In case anyone's interested. I love the Fender for the 'offstage guitar tech'.

Why big rig?

6
About 20 years ago I was working on the stage crew at First Avenue, the bill was WASP (headlining... barfff), Metallica and Armoured Saint.

AS had eight Marshall cabinets mounted in steel frames, four whole stacks, straight and angled cabs. One for each guitarist. They were all empty except for one cabinet.

And they sure sucked. I have to say though, Metallica was pretty awesome that night, in the middle slot.

Why big rig?

7
One of my instructors worked live sound at some shows where there were 6 4x12" for each guitar player, and only 1 was actually plugged in. You get the sound from the PA. It's there for looks.

I have a 125watt head into a 4x12, played tons of practices, basement shows, club/venue shows, and outdoor shows... and I've never turned it up past 4.
"That man is a head taller than me.

...That may change."

Image

Why big rig?

9
i'm gonna be playing through 3 amps tonight. it has nothing to do with impressing people with size. the biggest of the 3 cabs is a normal-sized 2x12. my penis is, from what I understand, pretty average sized, and i'm not bothered by that.

something folks may or may not understand is that amps have a character all their own. they make different sounds. maybe that's why a guy like Steve plays through 2 amps when he could play through 1, or 5, or anything he wants. there are sounds you can get from one amp that you cannot get from another. you can combine them to get textures that any one amp will not be able to produce on its own.

I have a 50w "marshall" that is mostly cranked, for my nominal distortion sound. it's always on. if I want clean, I play softer. then I have two other amps that I use, either one or the other or both of them, on top of the "marshall". the 30W amp is cranked, and gets me a nice sustaining dirty sound. the 90W amp is not cranked at all, and gets me a nice crisp, defined sound, which is a great compliment to the dirt that the "marshall" is producing. I don't think there's a good way to mix crisp and clean with amp-dirty (as opposed to pedal-dirty) other than using two amps. parallel signal chains maybe.

if you're talking *only* about the 10-marshall-stacks thing, then yeah, that's just for show unless you're talking about playing a 20,000 seat venue where stage volume is gonna be hard to produce.

the nuts and bolts of it though, is that the sound of an amp is better to my ears than the sound of a pedal. the textures you can build with multiple different types of amps are more interesting to me than the textures I can build with one amp and that's all. and i'm willing to do the extra work it takes to lug around extra amps and cabs, if it will get me the sounds i'm looking for.
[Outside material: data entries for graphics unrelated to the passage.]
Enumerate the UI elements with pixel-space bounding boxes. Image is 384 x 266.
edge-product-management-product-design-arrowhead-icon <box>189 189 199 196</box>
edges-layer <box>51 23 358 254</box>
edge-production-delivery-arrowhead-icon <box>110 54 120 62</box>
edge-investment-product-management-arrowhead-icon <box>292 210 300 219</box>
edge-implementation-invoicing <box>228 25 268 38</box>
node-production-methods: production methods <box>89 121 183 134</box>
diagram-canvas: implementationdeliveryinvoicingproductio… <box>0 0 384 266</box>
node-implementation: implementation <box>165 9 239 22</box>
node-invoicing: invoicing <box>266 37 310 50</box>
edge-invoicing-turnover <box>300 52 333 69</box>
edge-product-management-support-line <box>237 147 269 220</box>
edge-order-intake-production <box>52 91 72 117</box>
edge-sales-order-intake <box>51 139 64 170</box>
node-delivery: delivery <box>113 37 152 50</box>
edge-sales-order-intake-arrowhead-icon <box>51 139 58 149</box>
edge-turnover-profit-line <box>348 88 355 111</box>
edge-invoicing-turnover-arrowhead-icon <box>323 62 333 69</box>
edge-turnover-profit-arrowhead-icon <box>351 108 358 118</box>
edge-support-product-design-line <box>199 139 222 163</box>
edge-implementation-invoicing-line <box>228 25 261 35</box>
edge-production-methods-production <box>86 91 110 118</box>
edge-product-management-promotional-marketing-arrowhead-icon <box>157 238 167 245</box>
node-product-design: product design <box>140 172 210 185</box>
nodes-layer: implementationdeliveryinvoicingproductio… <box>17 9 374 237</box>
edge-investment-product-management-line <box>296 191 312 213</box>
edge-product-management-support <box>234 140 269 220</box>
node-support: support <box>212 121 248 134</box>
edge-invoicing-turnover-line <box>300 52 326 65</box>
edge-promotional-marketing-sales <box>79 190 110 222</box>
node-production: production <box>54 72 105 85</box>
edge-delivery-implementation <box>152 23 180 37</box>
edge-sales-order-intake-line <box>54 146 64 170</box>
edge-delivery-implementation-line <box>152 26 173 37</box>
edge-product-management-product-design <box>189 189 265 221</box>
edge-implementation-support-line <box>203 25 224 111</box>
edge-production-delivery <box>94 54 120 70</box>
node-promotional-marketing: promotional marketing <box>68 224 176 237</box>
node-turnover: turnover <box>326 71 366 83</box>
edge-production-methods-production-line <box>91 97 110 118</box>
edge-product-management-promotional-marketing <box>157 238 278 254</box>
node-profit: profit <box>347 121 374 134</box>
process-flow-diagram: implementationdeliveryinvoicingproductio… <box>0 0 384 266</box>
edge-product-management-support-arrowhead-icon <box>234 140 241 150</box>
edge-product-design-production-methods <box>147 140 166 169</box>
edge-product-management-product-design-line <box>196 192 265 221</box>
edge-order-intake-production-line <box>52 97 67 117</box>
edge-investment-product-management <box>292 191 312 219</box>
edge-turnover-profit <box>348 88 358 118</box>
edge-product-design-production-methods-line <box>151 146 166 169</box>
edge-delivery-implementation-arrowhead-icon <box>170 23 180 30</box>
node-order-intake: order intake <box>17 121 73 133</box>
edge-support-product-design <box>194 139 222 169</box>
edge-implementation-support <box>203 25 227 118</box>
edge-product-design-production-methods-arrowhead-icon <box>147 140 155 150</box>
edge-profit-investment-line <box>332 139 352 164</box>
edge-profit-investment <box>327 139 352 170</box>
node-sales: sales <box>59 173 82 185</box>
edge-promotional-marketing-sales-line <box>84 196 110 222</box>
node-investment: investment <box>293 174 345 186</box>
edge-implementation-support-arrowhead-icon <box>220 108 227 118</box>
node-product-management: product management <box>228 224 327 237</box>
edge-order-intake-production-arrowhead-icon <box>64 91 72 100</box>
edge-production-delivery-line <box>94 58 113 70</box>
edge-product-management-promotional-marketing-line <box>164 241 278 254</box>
another thing... the settings of the knobs on your amp, especially the volume knob, are the heart of your tone. at what point is it gonna distort? at what point will it feed back? the volume knob controls the clean/dirt element of your sound, on pretty much any tube anp out there.

I like to have a rig that makes the sound I want, in any reasonably large roon, without the aid of a PA. I can do it with just the 50w into a 2x12 and the 90w into a 2x12. but I also like the dirt and sustain I get from the cranked 30w, which is not nearly as much a sorce of volume as it is a source of tone. so I will lug the extra head and cabinet to the club tonight. nobody is gonna say "ooooh, his amps are so big!" because they're not. with two 2x12's and a 1x15, speaker-wise i'm barely bigger than a half stack. it's all about the 3 amps providing different tonal components. not about "big" or "so loud".

the expression "touch-sensitive", meaning how the amp responds to the nuances of your picking intensity, is something you can't really *really* come to know without playing through a nicely balanced tube amp. the mix of clean headroom and distortion-producing capability is what defines an amp, to me. that and what power/loudness level is it at when it's in its sweet spot.
"The bastards have landed"

www.myspace.com/thechromerobes - now has a couple songs from the new album

Why big rig?

10
Don't get so wordy 'n defensive. Nobody's talking about playing through a few amps, at least I'm not.

I'm talking about playing through a pile of stacks.

I use amplifier distortion. I have played through several amps at one time. Most guitarists I know, who have more than one amp, have done so.